The glacial pace of Australian energy efficiency and electrification reform has left millions of households and businesses exposed to the current global energy shock, says Energy Efficiency Council (EEC) chief Luke Menzel.Â
Some 5 million Australian homes are still connected to reticulated gas networks, and another 2 million rely on the delivery of LPG canisters, according to EEC data.
Menzel says it’s a situation that could be remedied with state and federal policy actions to supercharge efficiency and electrification – efforts which would achieve a double goal of improving business productivity while insulating consumers from volatile energy costs.
“Energy productivity is front and centre for business and has gone up the agenda for energy intensive businesses in the last couple of years,” Menzel says.
“A number of price shocks across gas and electricity markets… is making business more alive to the things they can do to manage their own energy cost.
“[For] families around the country that are living in homes that are inefficient, that do have exposure to the gas markets, they are more vulnerable to these global shocks when they come along.”
The EEC is pitching ideas for federal and state governments to take to budget discussions, from a national retrofitting program coordinated by the federal government to expand the Small-scale Renewable Energy Scheme (SRES) to include efficient electrification and flexible demand and extend it past 2030.
There’s an idea for a $650 million federal fund to help small and energy intensive businesses install tech such as energy management systems (EMS), better metering, and upgrade equipment so it can connect to an EMS.
And the EEC is prompting states that haven’t yet taken up policies to phase out gas use in homes to do so, and to make housing energy performance standards mandatory and create energy efficient rental standards, as the ACT and Victoria have done.Â
New South Wales (NSW) is considering a gas decarbonisation roadmap for 2027, akin to that underway already in Victoria.
Menzel says the federal government, too, could step in and take an overarching leadership role, as it did with the National Construction Code.
“It would be ambitious and a big step forward from the government to do that, but that is the kind of ambition that we need from the federal government if we are going to get anywhere near the renovation rate we need,” he says.
Calls for the $650 million fund, at a time when the federal government appears to be doing all it can to avoid spending, is a direct response to what it is also saying about driving productivity across the country, Menzel says.
“One of the biggest areas where we can drive improvement is in energy,” he says.
“Energy is a drag… It means businesses are more exposed to volatile energy markets, so we do think there is a case for judicious spending to help business improve.
“These sorts of investments are ways of demonstrating the value of these sorts of energy efficiency, electrification, fuel switching, getting the ball rolling in industries.”
And they don’t need to cost much, DETA Consulting’s Jonathan Pooch told Solar Insiders last week.
Just doing the maintenance jobs to fix steam or compressed air leaks can save $2000-3000 a year, he says.
Economically, it’s also low-hanging fruit as households spend less on energy via energy efficiency appliances, and to the economy more generally.
Energy productivity has grown by 48 per cent in the last two decades in Australia, according to the Department of Climate Change, Energy, Environment and Water (DCCEEW).
That means the country has managed to create that much more GDP per gigajoule of energy used in that time, thanks to a mixture of improved demand side energy efficiency, the shift to more efficient supply (renewables in place of fossil fuels) and structural changes in the economy.
A range of sources now show that households save when they get off gas and invest in consumer resources such as solar, with the Smart Energy Council last year putting these at $1500 and $3039 respectively, and IEEFA saying not long after these actions could cut bills by 90 per cent.
Menzel does not expect businesses and households to use the current energy crisis to take immediate action, but says it’s another lesson that legacy technologies expose people to higher prices and adds to people’s energy literacy.
“We are not suggesting that there is some kind of silver bullet,” he says.
“The point is we should take these opportunities. Whether you’re a householder, a business or a policymaker, this is a reminder that we should be working on this task, improving the resilience of our economy… So we’re in a better shape to work through future crises.”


→ Work order
Your response should contain each line of the data that includes "node".

→ Figure record listings

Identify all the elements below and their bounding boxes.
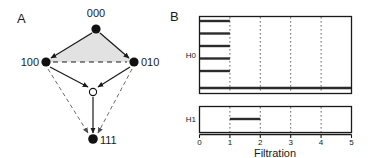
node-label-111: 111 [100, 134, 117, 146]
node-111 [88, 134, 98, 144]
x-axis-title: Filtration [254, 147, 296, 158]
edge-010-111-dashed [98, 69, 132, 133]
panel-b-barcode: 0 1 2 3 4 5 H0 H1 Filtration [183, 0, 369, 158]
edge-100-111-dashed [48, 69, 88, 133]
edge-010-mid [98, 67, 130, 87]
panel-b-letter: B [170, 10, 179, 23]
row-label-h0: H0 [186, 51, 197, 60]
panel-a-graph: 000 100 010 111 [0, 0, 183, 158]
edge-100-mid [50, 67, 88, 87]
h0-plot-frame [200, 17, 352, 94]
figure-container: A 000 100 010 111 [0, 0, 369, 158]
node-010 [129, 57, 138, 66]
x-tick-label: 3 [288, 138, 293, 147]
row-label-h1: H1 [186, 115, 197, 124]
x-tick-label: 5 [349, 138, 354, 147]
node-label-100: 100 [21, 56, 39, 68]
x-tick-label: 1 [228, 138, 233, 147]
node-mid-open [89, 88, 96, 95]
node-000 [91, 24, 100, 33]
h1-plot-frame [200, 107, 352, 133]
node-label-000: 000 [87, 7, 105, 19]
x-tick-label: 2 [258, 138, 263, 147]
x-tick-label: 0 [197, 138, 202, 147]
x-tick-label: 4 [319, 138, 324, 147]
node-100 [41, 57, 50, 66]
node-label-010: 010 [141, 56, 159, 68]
---
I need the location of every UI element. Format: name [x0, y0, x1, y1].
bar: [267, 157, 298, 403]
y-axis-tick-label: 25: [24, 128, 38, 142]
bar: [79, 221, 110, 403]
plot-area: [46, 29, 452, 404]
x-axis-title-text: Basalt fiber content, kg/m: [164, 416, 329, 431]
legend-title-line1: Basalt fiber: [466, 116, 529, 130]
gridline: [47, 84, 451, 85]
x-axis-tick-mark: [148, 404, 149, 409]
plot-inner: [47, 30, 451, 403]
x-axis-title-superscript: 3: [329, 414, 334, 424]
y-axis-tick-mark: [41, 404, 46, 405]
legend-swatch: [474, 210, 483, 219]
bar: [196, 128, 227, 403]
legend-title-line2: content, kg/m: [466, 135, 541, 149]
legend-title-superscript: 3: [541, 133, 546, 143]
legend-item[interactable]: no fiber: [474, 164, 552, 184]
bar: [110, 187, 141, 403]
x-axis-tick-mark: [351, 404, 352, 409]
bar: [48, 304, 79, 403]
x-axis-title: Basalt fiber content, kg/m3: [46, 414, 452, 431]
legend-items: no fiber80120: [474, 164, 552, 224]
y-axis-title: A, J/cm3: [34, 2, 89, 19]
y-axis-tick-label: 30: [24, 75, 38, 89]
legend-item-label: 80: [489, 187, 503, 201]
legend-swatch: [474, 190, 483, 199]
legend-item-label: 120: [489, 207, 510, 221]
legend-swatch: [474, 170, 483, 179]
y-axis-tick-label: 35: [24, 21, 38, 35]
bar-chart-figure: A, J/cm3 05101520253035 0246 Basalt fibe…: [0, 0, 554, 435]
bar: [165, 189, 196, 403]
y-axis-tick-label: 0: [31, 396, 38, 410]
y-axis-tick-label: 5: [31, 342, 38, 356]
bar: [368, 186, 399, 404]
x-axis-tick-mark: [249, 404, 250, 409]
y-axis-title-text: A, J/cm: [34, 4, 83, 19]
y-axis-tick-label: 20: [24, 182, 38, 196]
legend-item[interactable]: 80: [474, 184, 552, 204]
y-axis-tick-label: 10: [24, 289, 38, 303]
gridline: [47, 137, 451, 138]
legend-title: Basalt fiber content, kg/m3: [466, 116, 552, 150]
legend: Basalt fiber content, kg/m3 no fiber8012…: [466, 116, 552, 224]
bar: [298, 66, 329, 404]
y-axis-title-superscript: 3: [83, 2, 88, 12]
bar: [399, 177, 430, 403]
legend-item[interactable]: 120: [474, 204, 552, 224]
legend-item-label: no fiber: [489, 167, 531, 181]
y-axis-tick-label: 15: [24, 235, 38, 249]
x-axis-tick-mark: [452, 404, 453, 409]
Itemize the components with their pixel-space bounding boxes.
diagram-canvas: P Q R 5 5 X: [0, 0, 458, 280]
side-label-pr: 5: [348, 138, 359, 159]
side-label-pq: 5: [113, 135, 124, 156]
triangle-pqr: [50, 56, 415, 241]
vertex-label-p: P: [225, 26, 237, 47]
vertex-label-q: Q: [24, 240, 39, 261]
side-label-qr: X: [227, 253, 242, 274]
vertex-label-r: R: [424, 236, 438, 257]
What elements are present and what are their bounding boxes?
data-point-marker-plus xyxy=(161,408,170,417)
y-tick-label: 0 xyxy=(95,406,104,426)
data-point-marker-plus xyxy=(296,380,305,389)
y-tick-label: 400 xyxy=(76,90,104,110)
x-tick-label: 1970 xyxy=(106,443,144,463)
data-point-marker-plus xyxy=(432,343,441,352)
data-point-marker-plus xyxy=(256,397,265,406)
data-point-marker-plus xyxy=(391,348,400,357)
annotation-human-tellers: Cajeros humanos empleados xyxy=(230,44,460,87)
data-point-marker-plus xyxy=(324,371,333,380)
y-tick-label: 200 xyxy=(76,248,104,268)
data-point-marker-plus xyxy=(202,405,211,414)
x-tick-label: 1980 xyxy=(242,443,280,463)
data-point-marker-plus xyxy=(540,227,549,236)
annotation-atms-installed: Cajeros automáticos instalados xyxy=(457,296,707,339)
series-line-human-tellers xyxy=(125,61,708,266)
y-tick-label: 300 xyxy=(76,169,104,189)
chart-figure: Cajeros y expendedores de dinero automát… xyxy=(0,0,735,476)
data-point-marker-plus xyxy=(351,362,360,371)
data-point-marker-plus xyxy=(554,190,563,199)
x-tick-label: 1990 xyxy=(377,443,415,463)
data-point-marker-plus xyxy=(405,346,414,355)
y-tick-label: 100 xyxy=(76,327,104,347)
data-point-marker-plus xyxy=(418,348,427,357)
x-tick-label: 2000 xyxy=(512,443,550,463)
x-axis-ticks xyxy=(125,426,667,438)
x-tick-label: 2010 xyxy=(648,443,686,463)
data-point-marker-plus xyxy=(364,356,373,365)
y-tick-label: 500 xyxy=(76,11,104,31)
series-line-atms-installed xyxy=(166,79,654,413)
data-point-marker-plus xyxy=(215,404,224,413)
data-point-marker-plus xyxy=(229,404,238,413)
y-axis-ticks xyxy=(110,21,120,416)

→ Solution below
node-label-111: 111 [100, 134, 117, 146]
node-111 [88, 134, 98, 144]
node-010 [129, 57, 138, 66]
node-label-100: 100 [21, 56, 39, 68]
node-mid-open [89, 88, 96, 95]
node-000 [91, 24, 100, 33]
node-label-000: 000 [87, 7, 105, 19]
node-100 [41, 57, 50, 66]
node-label-010: 010 [141, 56, 159, 68]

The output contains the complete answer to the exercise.